There is no anti-cheat, instead a global ban tracking system was put in place and server admins are now able to share the identities of players who have been caught cheating, banning them on every server, regardless of who is running them, by the hosts simply opting into the global ban system.
A global ban system without a more nuanced approach is a terrible idea. Operators of that global ban system will whitelist themselves, blacklist people they hate, and maybe even backdoor the mod that enables them to ban people in the first place. Server admins have no choice but to either opt into the entire system or have none at all, and both of these options suck. We’ve seen how this plays out already.
Score players by your own criteria, weight everything with different blacklists, greylists and whitelists, etc. and ban players if they exceed a threshold automatically. It won’t be perfect, but email catches most spam emails that way just fine.
Unlimited is never unlimited. Why nobody forces them to disclose this clearly is a mystery to me. An unlimited contract with 5 TB data for 15€/m is better than an unlimited contract with 1 TB data for 15€/m, given everything else is aight.
You conflate VPN providers have an incentive to store no logs with it’s impossible to verify whether VPN providers store logs. It’s like trusting your friend to keep a secret. They promise not to write down what you say, but you can’t be sure. You accept that risk in your threat model, and that’s fine. But newcomers should judge that risk themselves. I feel like “Don’t worry bro, they don’t keep logs.” is an inappropriate response to people that’re about to commit a crime that can land them in jail.
This page no longer exists.
Man, that’d be horrible! Imagine people could exercise their rights. Thank God we live in a world of zero digital ownership with anti DRM circumvention laws to strip everyone from rights copyright laws are supposed to grant. We can sue anyone that scans books and lends them out 1:1 as that’s untransformative and unfair use. But hey, it’s a free market! Let’s offer them e-books with DRM for $15 that libraries can only lend out 15 times, 20 hours total read time or three months after purchase, whichever comes first, and then jack up the price to $30 when they’re locked into the ecosystem. Sounds like a fair deal to me! Not like they have an alternative.
Because Defender already covers what DNS blacklists block and more with less false positives and a proper way to manage exceptions for non-technical people. Older malware is a solved problem for Defender since it’s literally pre-installed everywhere. VPN providers don’t have a way to manage DNS blacklist exceptions, so have fun disabling your VPN to do any research. You also don’t get to choose the blacklists your VPN provider uses.
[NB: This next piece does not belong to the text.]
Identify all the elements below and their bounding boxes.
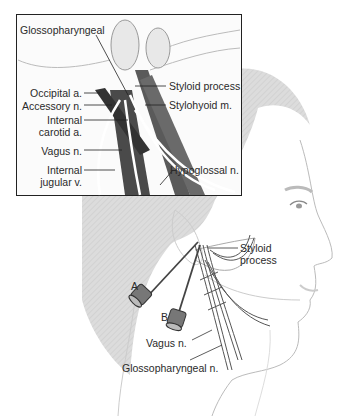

Saying 3. is not a point is like saying malware that’s always able to bypass your anti-malware solution is irrelevant.
I can’t call DNS blacklists part of defense in depth. DNS blacklists are a poor man’s version of existing and pre-installed anti-malware software.
They’re completely bypassable, they boast a high false positive rate due to how threat actors host malware, and they don’t even block newer malware. Just use Windows Defender. It ain’t perfect, but it’s leagues better than any DNS blacklist.
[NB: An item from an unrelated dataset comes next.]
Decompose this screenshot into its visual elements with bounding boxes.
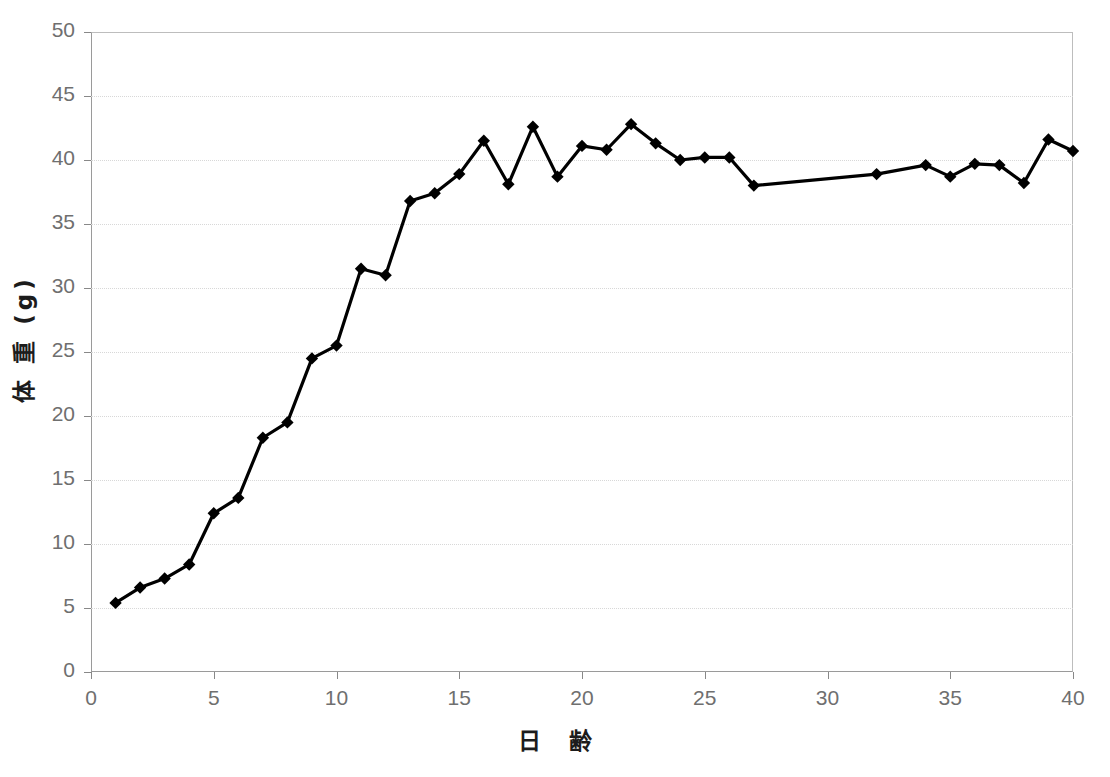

DNS blacklists also don’t protect you from most malware.
Like auto update and auto driver installation? They expired for sure, but especially the auto driver installation patent is hilarious. Like no shit sherlock: Check internet for driver with the device md5 hash and the version of the driver installer. Download driver if it’s a newer version. Install driver if md5 hash matches. Repeat for all devices, and that’s fucking it. Plus an irrelevant figure that shows a computer connected to a printer, scanner and the internet. 3 pages in total, of which 1 page is a copy of another page, so only 2 real pages in total.